The protesters’ five key demands are: the formal withdrawal of planned amendments to extradition laws; an amnesty for arrested protesters; an end to the description of protesters as rioters; an independent inquiry into police abuse of power; and fully democratic elections.

Protesters have repeatedly said they won’t give up until all five conditions are met, rejecting calls for a dialogue from chief executive Carrie Lam, who has already pledged to formally withdraw proposed amendments to the city’s extradition laws.

Inside the stadium, which had been cordoned off by riot police equipped with tear gas earlier in the day, randomly selected speakers were given just six minutes to speak to Lam and senior officials, with many supporting growing public calls for an independent public inquiry, and blaming police violence for the ongoing stand-off between the chief executive and protesters.

One speaker said Lam herself was the biggest factor behind the escalation in clashes between protesters and police. “You must step down,” the speaker said. “Meet the five demands — not one less!”

Another took issue with Lam’s insistence that complaints against police be handled by the Independent Police Complaints Commission (IPCC), which has no investigative powers and relies on police investigating themselves.

“Hong Kong people have no faith in the IPCC,” the speaker said, pointing out that it is impossible to complain against police officers who don’t show their warrant numbers. “Are you willing to order police to display their warrant numbers, wherever, on their uniform, their helmets, wherever?”

A speaker identified as B39 said: “The government makes me feel that it goes its own way no matter what the citizens said.

“I support independent probe, particularly into 7.21 Yuen Long attack. Some lawmakers incite indiscriminate violence against the citizens but they still have a seat in the Legislature,” the speaker said, in comments translated and posted to Twitter by freelance journalist @XingqiSu.

Triad thug attack still angers

Attacks on protesters and passers-by alike by triad-linked thugs in white T-shirts in Yuen Long MTR station on July 21 have fueled widespread public anger, ensuring ongoing support for the protest movement.

“What took the police so long to go to Yuen Long MTR station from their station in Yuen Long?” speaker C47 was quoted by @XingqiSu as saying, while speaker B13 demanded: “Why did the police handle the situations so differently when they were [facing] the white clad mob and [when faced with] citizens?
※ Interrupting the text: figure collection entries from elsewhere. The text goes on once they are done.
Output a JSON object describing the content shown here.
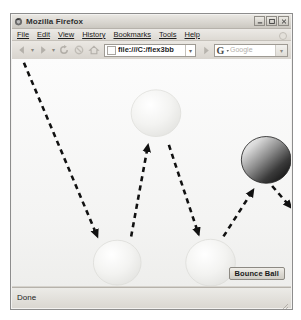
{
  "caption": {
    "text": ""
  },
  "window": {
    "title": "Mozilla Firefox",
    "app_icon": "firefox-icon",
    "controls": {
      "minimize_label": "–",
      "maximize_label": "▭",
      "close_label": "×"
    }
  },
  "menu_bar": {
    "items": [
      {
        "label": "File",
        "accel": "F"
      },
      {
        "label": "Edit",
        "accel": "E"
      },
      {
        "label": "View",
        "accel": "V"
      },
      {
        "label": "History",
        "accel": "s"
      },
      {
        "label": "Bookmarks",
        "accel": "B"
      },
      {
        "label": "Tools",
        "accel": "T"
      },
      {
        "label": "Help",
        "accel": "H"
      }
    ]
  },
  "toolbar": {
    "back_icon": "back-arrow-icon",
    "forward_icon": "forward-arrow-icon",
    "reload_icon": "reload-icon",
    "stop_icon": "stop-icon",
    "home_icon": "home-icon",
    "url_value": "file:///C:/flex3bb",
    "url_dropdown_glyph": "▾",
    "go_icon": "go-arrow-icon",
    "search_engine_glyph": "G",
    "search_placeholder": "Google",
    "search_dropdown_glyph": "▾"
  },
  "content": {
    "bounce_ball_button_label": "Bounce Ball",
    "balls": [
      {
        "name": "ball-top-middle",
        "cx": 145,
        "cy": 58,
        "r": 25,
        "style": "light"
      },
      {
        "name": "ball-bottom-left",
        "cx": 106,
        "cy": 218,
        "r": 24,
        "style": "light"
      },
      {
        "name": "ball-bottom-middle",
        "cx": 200,
        "cy": 218,
        "r": 25,
        "style": "light"
      },
      {
        "name": "ball-right-dark",
        "cx": 256,
        "cy": 108,
        "r": 25,
        "style": "dark"
      }
    ],
    "trajectory_arrows": [
      {
        "name": "arrow-1-down-left",
        "x1": 12,
        "y1": 4,
        "x2": 86,
        "y2": 190
      },
      {
        "name": "arrow-2-up-right",
        "x1": 120,
        "y1": 190,
        "x2": 137,
        "y2": 92
      },
      {
        "name": "arrow-3-down-right",
        "x1": 158,
        "y1": 92,
        "x2": 188,
        "y2": 188
      },
      {
        "name": "arrow-4-up-right",
        "x1": 213,
        "y1": 190,
        "x2": 243,
        "y2": 140
      },
      {
        "name": "arrow-5-down-right",
        "x1": 262,
        "y1": 136,
        "x2": 281,
        "y2": 157
      }
    ]
  },
  "status_bar": {
    "text": "Done",
    "resize_grip_icon": "resize-grip-icon"
  },
  "colors": {
    "chrome": "#d6d3cd",
    "title_text": "#2f2f2f",
    "canvas": "#fbfbfa",
    "ball_light": "#ededeb",
    "ball_dark": "#1d1d1d",
    "arrow": "#111111"
  }
}
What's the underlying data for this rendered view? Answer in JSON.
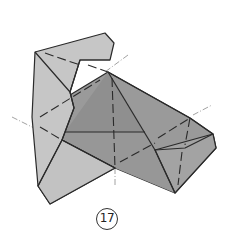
{
  "diagram": {
    "type": "origami-fold-step",
    "step_number": "17",
    "colors": {
      "background": "#ffffff",
      "light_paper": "#c6c6c6",
      "mid_paper": "#b4b4b4",
      "dark_paper": "#9a9a9a",
      "darker_paper": "#8f8f8f",
      "edge": "#2a2a2a",
      "fold_line": "#2a2a2a",
      "axis_line": "#8a8a8a"
    },
    "line_types": [
      "solid edge",
      "dashed valley fold",
      "dash-dot axis line"
    ]
  }
}
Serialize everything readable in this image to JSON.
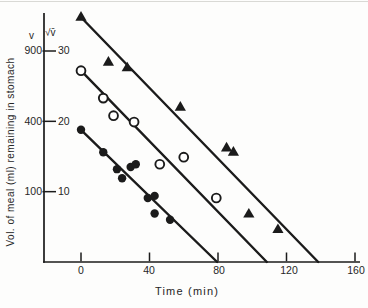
{
  "figure": {
    "background": "#fdfdfc",
    "ink_color": "#1b1b1b"
  },
  "chart_data": {
    "type": "scatter",
    "title": "",
    "xlabel": "Time (min)",
    "ylabel": "Vol. of meal (ml) remaining in stomach",
    "left_scale_symbol": "v",
    "right_scale_symbol": "√v̄",
    "x_ticks": [
      0,
      40,
      80,
      120,
      160
    ],
    "y_ticks": [
      {
        "v": 900,
        "sqrt_v": 30
      },
      {
        "v": 400,
        "sqrt_v": 20
      },
      {
        "v": 100,
        "sqrt_v": 10
      }
    ],
    "x_axis_range_min": [
      -22,
      163
    ],
    "y_axis_range_sqrt_v": [
      0,
      35.4
    ],
    "grid": false,
    "legend": "none",
    "series": [
      {
        "name": "triangle-series",
        "marker": "filled-triangle",
        "points": [
          [
            0,
            34.8
          ],
          [
            16,
            28.4
          ],
          [
            27,
            27.6
          ],
          [
            58,
            22.0
          ],
          [
            85,
            16.2
          ],
          [
            89,
            15.6
          ],
          [
            98,
            6.8
          ],
          [
            115,
            4.6
          ]
        ],
        "line": [
          [
            0,
            34.8
          ],
          [
            138.5,
            0
          ]
        ]
      },
      {
        "name": "open-circle-series",
        "marker": "open-circle",
        "points": [
          [
            0,
            27.2
          ],
          [
            13,
            23.3
          ],
          [
            19,
            20.8
          ],
          [
            31,
            19.9
          ],
          [
            46,
            13.9
          ],
          [
            60,
            14.9
          ],
          [
            79,
            9.1
          ]
        ],
        "line": [
          [
            0,
            27.2
          ],
          [
            108.5,
            0
          ]
        ]
      },
      {
        "name": "filled-circle-series",
        "marker": "filled-circle",
        "points": [
          [
            0,
            18.8
          ],
          [
            13,
            15.6
          ],
          [
            21,
            13.2
          ],
          [
            24,
            11.9
          ],
          [
            29,
            13.5
          ],
          [
            32,
            13.9
          ],
          [
            39,
            9.1
          ],
          [
            43,
            9.4
          ],
          [
            43,
            6.9
          ],
          [
            52,
            6.0
          ]
        ],
        "line": [
          [
            0,
            18.8
          ],
          [
            79.5,
            0
          ]
        ]
      }
    ]
  }
}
I can only call them licensed thugs.”

Lam told the meeting that her administration is largely to blame for the escalation of protests since early June, but made no concessions to the five demands, saying she had invited foreign experts to oversee investigations into police complaints by the force itself.

Critics have also hit out at her op-ed published by the New York Times on Wednesday, which made claims about the “violence” employed by “rioters” without addressing widespread criticism of police violence and failure to protect protesters from attack, not just from protesters, but also from foreign governments, journalists, international rights groups and pro-democracy lawmakers.
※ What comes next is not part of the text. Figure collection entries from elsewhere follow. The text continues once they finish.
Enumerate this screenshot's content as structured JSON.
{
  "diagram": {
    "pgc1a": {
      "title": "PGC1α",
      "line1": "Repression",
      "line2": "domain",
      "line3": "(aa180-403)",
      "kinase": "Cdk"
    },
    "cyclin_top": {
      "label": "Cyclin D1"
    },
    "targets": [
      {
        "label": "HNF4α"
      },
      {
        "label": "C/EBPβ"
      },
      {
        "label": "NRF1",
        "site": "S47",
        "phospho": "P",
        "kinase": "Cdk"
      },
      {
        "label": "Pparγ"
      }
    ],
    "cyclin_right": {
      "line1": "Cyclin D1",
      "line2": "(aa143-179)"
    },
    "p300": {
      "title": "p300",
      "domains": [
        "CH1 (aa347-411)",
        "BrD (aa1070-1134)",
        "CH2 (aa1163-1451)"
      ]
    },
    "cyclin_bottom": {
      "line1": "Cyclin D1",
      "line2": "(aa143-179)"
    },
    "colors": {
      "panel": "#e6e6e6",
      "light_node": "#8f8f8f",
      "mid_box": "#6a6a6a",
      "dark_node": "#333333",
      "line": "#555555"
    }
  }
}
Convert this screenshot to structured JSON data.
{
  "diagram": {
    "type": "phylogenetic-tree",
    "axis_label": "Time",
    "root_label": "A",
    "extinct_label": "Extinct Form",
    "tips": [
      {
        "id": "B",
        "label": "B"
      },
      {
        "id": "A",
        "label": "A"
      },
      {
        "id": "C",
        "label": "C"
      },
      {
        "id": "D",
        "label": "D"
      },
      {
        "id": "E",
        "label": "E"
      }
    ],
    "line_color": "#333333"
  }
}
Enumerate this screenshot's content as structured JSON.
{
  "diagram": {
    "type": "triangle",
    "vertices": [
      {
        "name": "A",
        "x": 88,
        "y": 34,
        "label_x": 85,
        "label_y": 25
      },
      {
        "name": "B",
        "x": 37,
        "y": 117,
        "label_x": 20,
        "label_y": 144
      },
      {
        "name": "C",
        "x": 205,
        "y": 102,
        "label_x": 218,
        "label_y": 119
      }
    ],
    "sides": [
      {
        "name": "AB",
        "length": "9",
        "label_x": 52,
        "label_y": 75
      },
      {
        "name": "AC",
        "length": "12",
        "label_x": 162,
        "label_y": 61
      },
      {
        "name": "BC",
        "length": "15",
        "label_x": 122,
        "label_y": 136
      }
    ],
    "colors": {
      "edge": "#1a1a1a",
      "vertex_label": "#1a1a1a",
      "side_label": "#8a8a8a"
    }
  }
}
“I reject the use of violence to achieve any political, economic or social outcomes,” Lam wrote. “Violence is not among the actions or values that most people associate with Hong Kong, which has a reputation as a safe and welcoming city.”
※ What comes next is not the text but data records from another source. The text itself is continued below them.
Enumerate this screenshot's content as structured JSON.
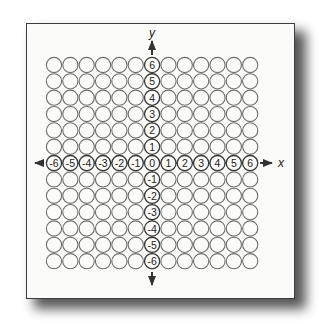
{
  "diagram": {
    "type": "coordinate-grid-of-circles",
    "x_axis": {
      "label": "x",
      "ticks": [
        "-6",
        "-5",
        "-4",
        "-3",
        "-2",
        "-1",
        "0",
        "1",
        "2",
        "3",
        "4",
        "5",
        "6"
      ]
    },
    "y_axis": {
      "label": "y",
      "ticks": [
        "6",
        "5",
        "4",
        "3",
        "2",
        "1",
        "0",
        "-1",
        "-2",
        "-3",
        "-4",
        "-5",
        "-6"
      ]
    },
    "grid": {
      "columns": 13,
      "rows": 13,
      "range_min": -6,
      "range_max": 6
    },
    "colors": {
      "circle_stroke": "#6e6e6e",
      "axis_stroke": "#333333",
      "label_text": "#222222",
      "paper": "#fbfbfa",
      "border": "#3c3c3c"
    }
  }
}
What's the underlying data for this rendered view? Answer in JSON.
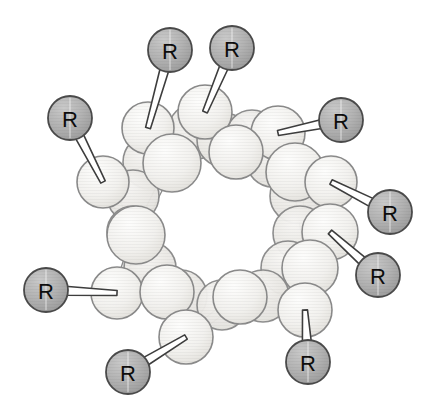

“The radical actions of some rioters cannot dictate how to steer Hong Kong through its current difficulties.”

On Tuesday, London-based rights group Amnesty International called the response of the Hong Kong police force to the protesters’ civil disobedience and vandalism “outrageous” and “repressive.”

The group said that while an independent and effective investigation into police actions would be a vital first step to resolving the standoff, the protests came after a “steady erosion” of rights and freedoms in the city long before Lam put forward plans to allow extradition to mainland China.

It said both the Hong Kong government and the ruling Chinese Communist Party in Beijing had been chipping away at the special status that Hong Kong is supposed to enjoy regarding the protection of human rights for years.

The Chinese government under President Xi Jinping has increasingly interpreted the ordinary exercise of rights as a threat to Chinese sovereignty and security, the report said.